Accountability implies being responsible for outcomes of actions, whether good or bad, because the buck stops at the leader’s table. These decisions most times are based on a vision to make things better for society, and propped on the pillars of integrity to ensure every decision is all about public service and not self-service. In the words of Michael Ray Hopkins: “Integrity is one of the top attributes of a great leader. It is a concept of consistency of actions, values, methods, reasons, principles, expectations and outcomes. It connotes a deep commitment to do the right thing for the right reason, regardless of the circumstances. People who live with integrity are incorruptible and incapable of breaking the trust of those who have confided in them. Every human is born with a conscience and therefore the ability to know the right from wrong. Choosing the right, regardless of the consequence, is the hallmark of integrity.”


It is not only the dead applicants and their families that the Minister has betrayed by proving to be untrustworthy. It is not only those who took part in the recruitment exercise that he has betrayed. He has betrayed the generality of Nigerians for dismally failing to uphold the trust that comes with his office as a leader, in this case a Minister.


Whether in public or private service, whether as leaders or followers and even as individuals, a single standard of behavior cuts across board. It is not one standard for some, and another standard for others. It is not one standard for the leaders and another for the followers. A society that encourages double standards can only nurture crass behavior. This mutating culture of crassness is evidence of how low we are sinking. 


The Minister’s shameless arrogance and manipulation is not unexpected given what our society has become. Allegedly a long time political enforcer (read thug) for the Senate President in their home state, and most recently the President’s campaign manager in the same state, he has been rewarded for all his loyalty with a ministerial appointment. In keeping with our perverted reward system, he is unperturbed about public outcry, the rule of law, or even the decency that is the foundation of public service. 

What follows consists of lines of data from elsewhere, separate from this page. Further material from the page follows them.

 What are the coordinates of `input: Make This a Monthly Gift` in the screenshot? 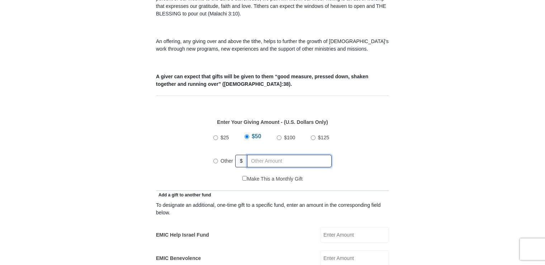 It's located at (245, 178).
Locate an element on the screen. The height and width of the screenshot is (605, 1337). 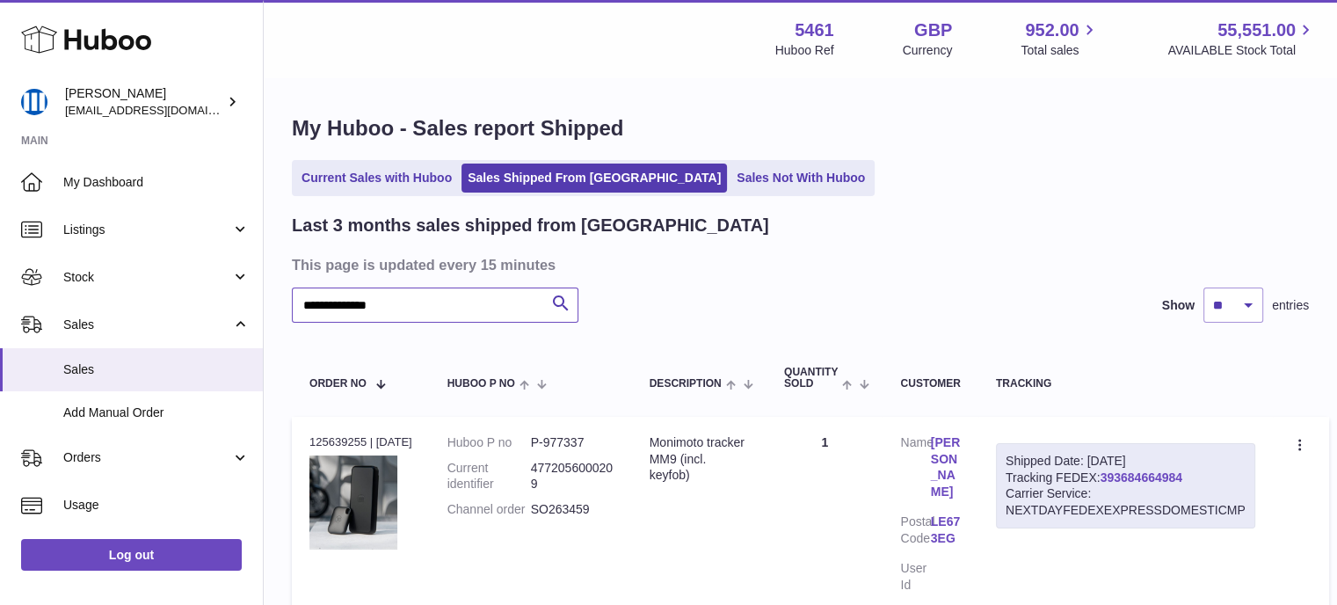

He knows too that our descent into clannish sentimentalism over objective reasoning will work to his advantage. A fellow clansman and former Minister of Education has already rushed to his support, stating that the Interior Minister’s resignation will not bring back the dead. A brazen insult to enlightenment, decency and accountability.


For the Interior Minister, all that matters is his political ambition. Having become an expert political enforcer, he has graduated to minister and sees on the horizon the possibilities of being a governor and subsequently a senator. This is the choice career cycle. A cycle that refuses to take into consideration the public service capabilities of the so-called leaders. In saner societies, the best cream rises to the top, here it is those spreading the virus of dishonour.


Whatever the Minister’s religious persuasion, the truth is that like Adam and Eve, he is directly responsible for his distasteful actions. It had nothing to do with the Devil. However he may get away with it because the nation has sold its soul to the Devil.